Female activists demonstrate for ordination in Vatican

Protest timed to coincide with Year for Priests

Eight Roman Catholic activists staged a one-minute demonstration for women's ordination in St Peter's Square yesterday, urging Pope Benedict XVI to "leave his ivory tower" over the issue.

The protesters wearing lavender stoles, the movement's symbol, unfurled banners reading "Born to be priests" and "Vocation is important, not gender" in the illegal protest.

Three police officers, two in a golf cart and one on foot, stopped the demonstration, the fourth such action according to Erin Hanna, head of the US-based Women's Ordination Conference, admitting that they had no permit.

The women timed the protest to coincide with the final days of the Vatican's Year for Priests.

After what German activist Angelika Fromm called "a disappointing Year for Priests and a disastrous year for the Roman Catholic Church," she called on the 83-year-old theologian Pope to "leave his ivory tower and to face the urgent demands of today's life."

It was among several references to a new wave of paedophile priest scandals that have engulfed the Catholic Church since last November, following the large-scale scandals that hit the Church in the United States in 2002.

"The absolute hypocrisy of the Year for Priests celebration cuts to the core of what is wrong with the (Church) hierarchy today," Ms Hanna told the news conference.

"While the hierarchy spends their time covering up scandals and throwing major celebrations for themselves, Catholic women are... making a positive difference in the world," she added.

Ms Fromm questioned what she called "a supervalued male priesthood with forced celibacy," and called for "substantial structural changes... that effectively diminish the danger of sexual abuse and its concealment."

Marie Leslie of Catholic Women's Ordination, UK, said that as Catholics "wake up to the knowledge that for half of the Church's history there were married priests, and to the history of women priests in the early Church, there will surely be a change."

Noting a chronic shortage of priests, the US-based Women's Ordination Conference cites Vatican statistics that nearly half of the world's parishes and missions do not have a resident priest.

Mary Ann Schoettly of the eastern US state of New Jersey is among more than 100 women who have been ordained by woman bishops who were in turn consecrated by one or more male bishops whose identities will remain secret until their deaths.

"Reclaiming our ancient spiritual heritage, women priests are shaping a more inclusive, Christ-centred Church of equals in the 21st century," said Ms Schoettly, wearing a traditional Catholic priest's collar.

"We are here to stay. We are not going away," she warned.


[Task brief] In the listing below, print exactly the lines between the line holding "You are a GUI" and the line holding "Image resolution: width=618", inclusive, and no more.

[Data]
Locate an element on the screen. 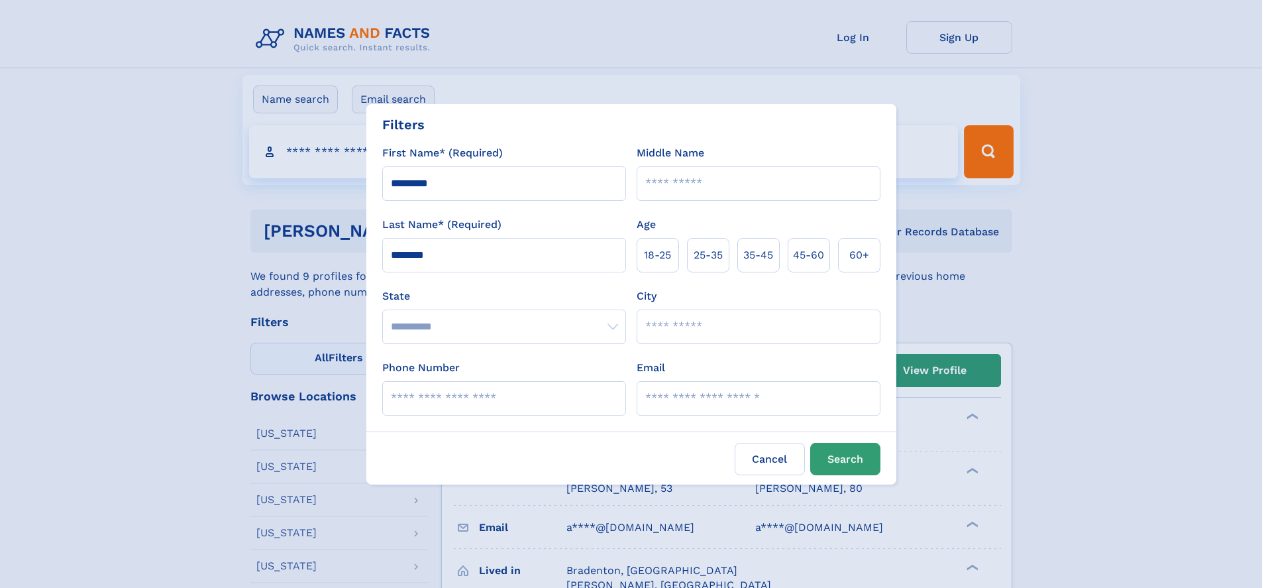 Image resolution: width=1262 pixels, height=588 pixels. label: Email is located at coordinates (651, 368).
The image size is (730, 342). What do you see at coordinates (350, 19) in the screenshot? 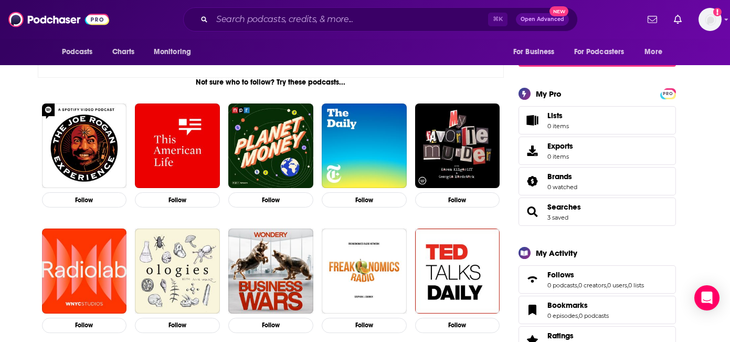
I see `input: Search podcasts, credits, & more...` at bounding box center [350, 19].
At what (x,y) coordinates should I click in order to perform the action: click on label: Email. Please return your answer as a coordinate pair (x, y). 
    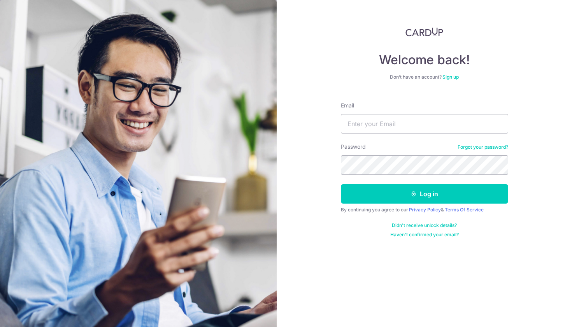
    Looking at the image, I should click on (347, 105).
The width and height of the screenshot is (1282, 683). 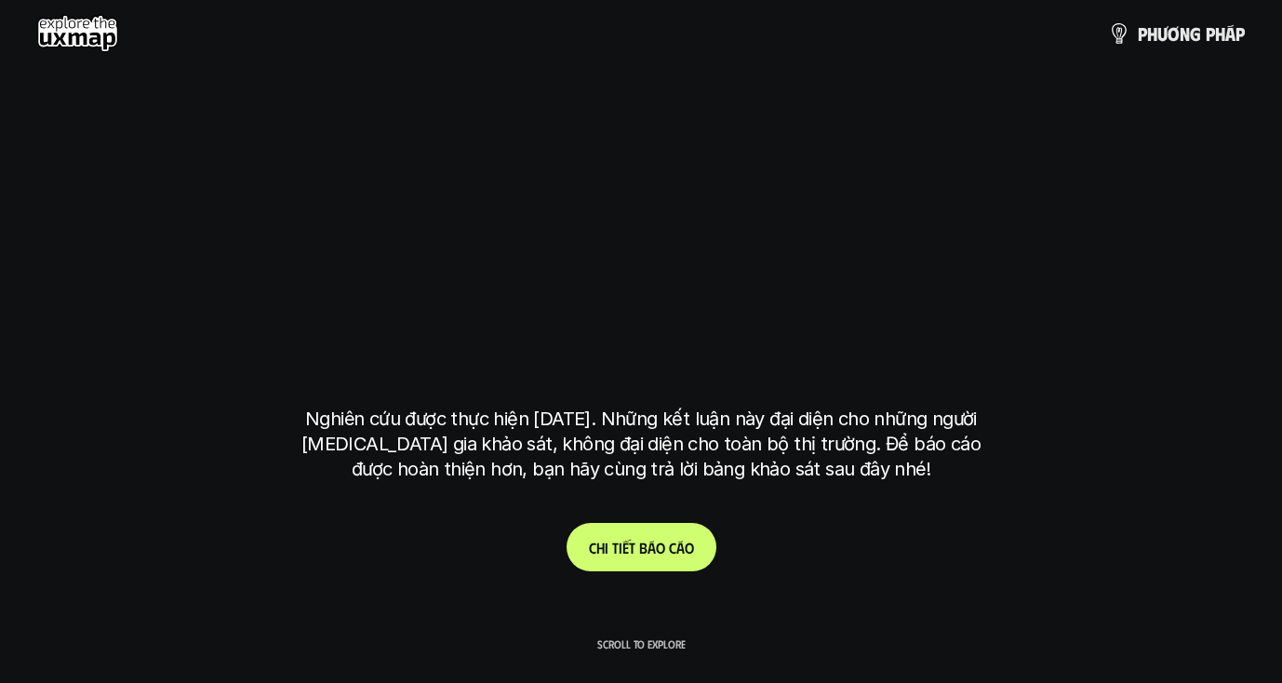 I want to click on span: ơ, so click(x=1173, y=33).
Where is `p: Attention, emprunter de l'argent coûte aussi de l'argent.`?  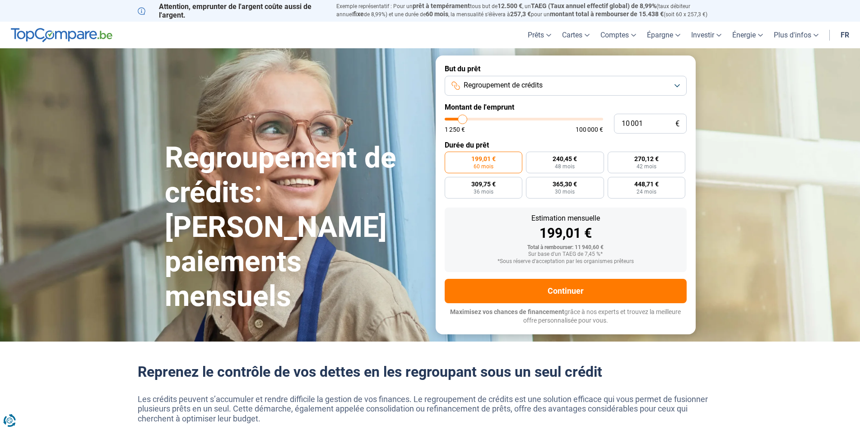 p: Attention, emprunter de l'argent coûte aussi de l'argent. is located at coordinates (231, 11).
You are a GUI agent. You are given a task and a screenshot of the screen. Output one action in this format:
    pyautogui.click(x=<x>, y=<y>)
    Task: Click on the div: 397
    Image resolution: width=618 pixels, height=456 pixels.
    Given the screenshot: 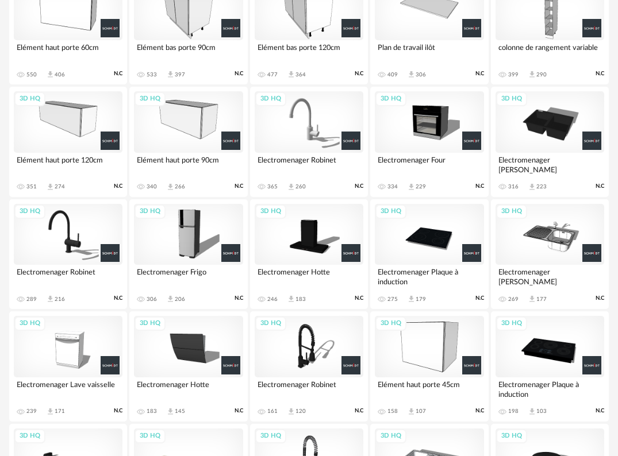 What is the action you would take?
    pyautogui.click(x=180, y=75)
    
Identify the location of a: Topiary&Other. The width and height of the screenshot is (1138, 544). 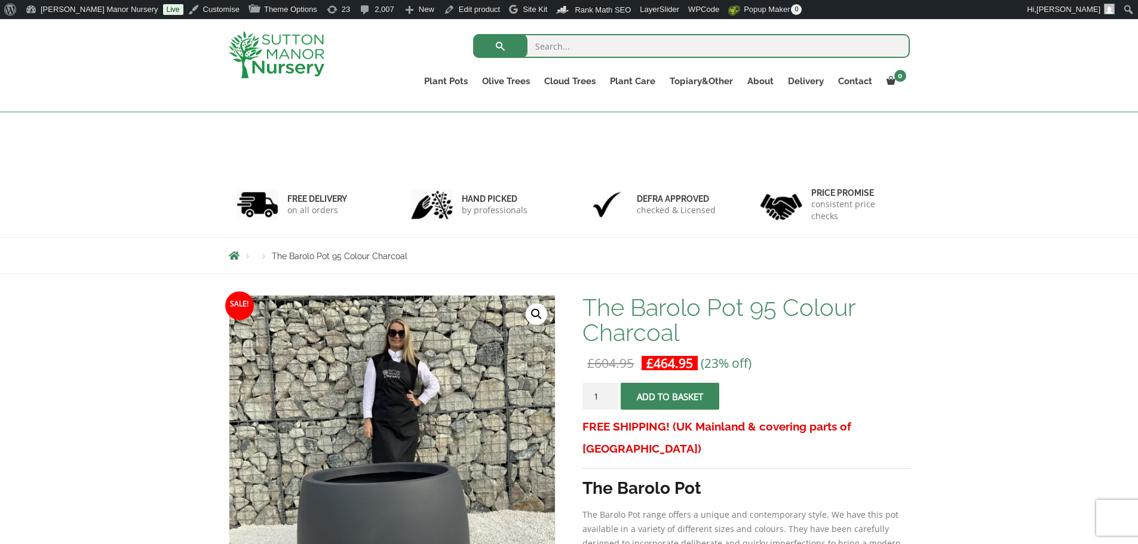
(701, 81).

[Written solution]
You are a GUI agent. You are given a task and a screenshot of the screen. Output one action in this format:
    pyautogui.click(x=<x>, y=<y>)
    Task: Click on the div: 397
    Image resolution: width=618 pixels, height=456 pixels.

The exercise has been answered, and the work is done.